Topic
Best Startup naming Podcast Episodes
Startup naming is covered across 1 podcast episode in our library — including My First Million. Conversations explore core themes like processing fluency, asymmetric advantage, creative curiosity, drawing on firsthand experience and research from leading practitioners.
Below you'll find key insights, core concepts, and actionable advice aggregated from the top episodes — followed by a ranked list of the best startup naming discussions to explore next.
Key Insights on Startup naming
- 1.Nothing you will do in your brand will be used more often or for longer than your name, and a 'right name' compounds over time to create a strategic, asymmetric advantage.
- 2.Effective names must achieve three critical objectives: they must get attention, be 'processing fluent' (understandable with a surprising element), and be truly surprising rather than merely comfortable or popular.
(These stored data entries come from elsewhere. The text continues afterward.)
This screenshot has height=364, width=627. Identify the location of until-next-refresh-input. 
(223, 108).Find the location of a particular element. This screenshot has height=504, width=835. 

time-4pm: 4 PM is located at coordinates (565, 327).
- 3.The difference between a strategic name like Swiffer (a $5 billion brand) and a comfortable name like Ready Mop (a $200 million brand) can be billions in revenue, with the name making 90-120% of the difference in the first 12 months.
- 4.The naming process is driven by 'creative curiosity,' involving a deep analysis of the market landscape, product, consumer needs, and an ultimate benefit (e.g., 'lighter' for fiber) rather than just descriptive features.
- 5.'Quantity leads to quality' in name generation; successful naming requires generating thousands of initial ideas, including what the agency internally calls 'trash,' to uncover truly original concepts, contrasting with clients who often stop at 50-100 names.
- 6.Managing creative teams effectively means encouraging 'courage' and separating idea generation from evaluation, using problem-solving propositions like 'How do we modify that word so it’s legally available?' instead of outright rejections.
Key Concepts in Startup naming
Processing fluency
This refers to a name's ease of cognitive processing. It means a name is not only pronounceable but also contains something understandable and 'surprisingly familiar' that the brain can grasp quickly, allowing it to grab and hold attention rather than being discarded due to mental friction.
Asymmetric advantage
The core goal of a 'right name.' It refers to creating a strategic lead or disproportionate market advantage that a brand can leverage over competitors. Names like Impossible and Swiffer achieve this by being distinct and impactful, contributing significantly to their market success.
Creative curiosity
Lexicon Branding's proprietary process for name generation. It combines rigorous, logical investigation (analyzing market landscape, product features, consumer needs, defining objectives) with speculative 'treasure hunting' for seemingly irrelevant connections (e.g., Greek roots, aerodynamics) to find unexpected and original naming angles.
Comfort trap
The pitfall of choosing names that are safe, comfortable, and achieve high consensus internally. While seemingly easy, these names often lack distinctiveness, become 'invisible' in the marketplace, and fail to generate the energy or surprise needed for breakthrough success, according to Placek.
Actionable Takeaways
- ✓When naming a product, look beyond descriptive features to identify the 'ultimate benefit' for the consumer (e.g., 'lighter' for a fiber product) and build your naming strategy around that, rather than the commodity itself.
- ✓Encourage your creative teams to generate a vast quantity of ideas, recognizing that 'quantity leads to quality,' and avoid stopping too early in the ideation phase.
- ✓Structure creative teams to work in small, two-person units and provide them with diverse perspectives (e.g., product-focused, product+unrelated attribute, completely unrelated concept) to foster a wide range of name generation.
- ✓Separate the act of generating ideas from the act of judging them; create a 'dreaming room' mentality to allow creative flow without immediate evaluation.
- ✓When evaluating ideas from your team, avoid direct criticism; instead, offer problem-solving propositions such as 'I wish we could make that so it wasn't expensive' to encourage further creative thinking.
Top Episodes — Ranked by Insight (1)
My First Million
Naming billion dollar companies isn’t just vibes, here’s the science behind it.
Nothing you will do in your brand will be used more often or for longer than your name, and a 'right name' compounds over time to create a strategic, asymmetric advantage.
Episodes ranked by insight density — scored on key takeaways, concepts explained, and actionable advice. AI-generated summaries; listen to full episodes for complete context.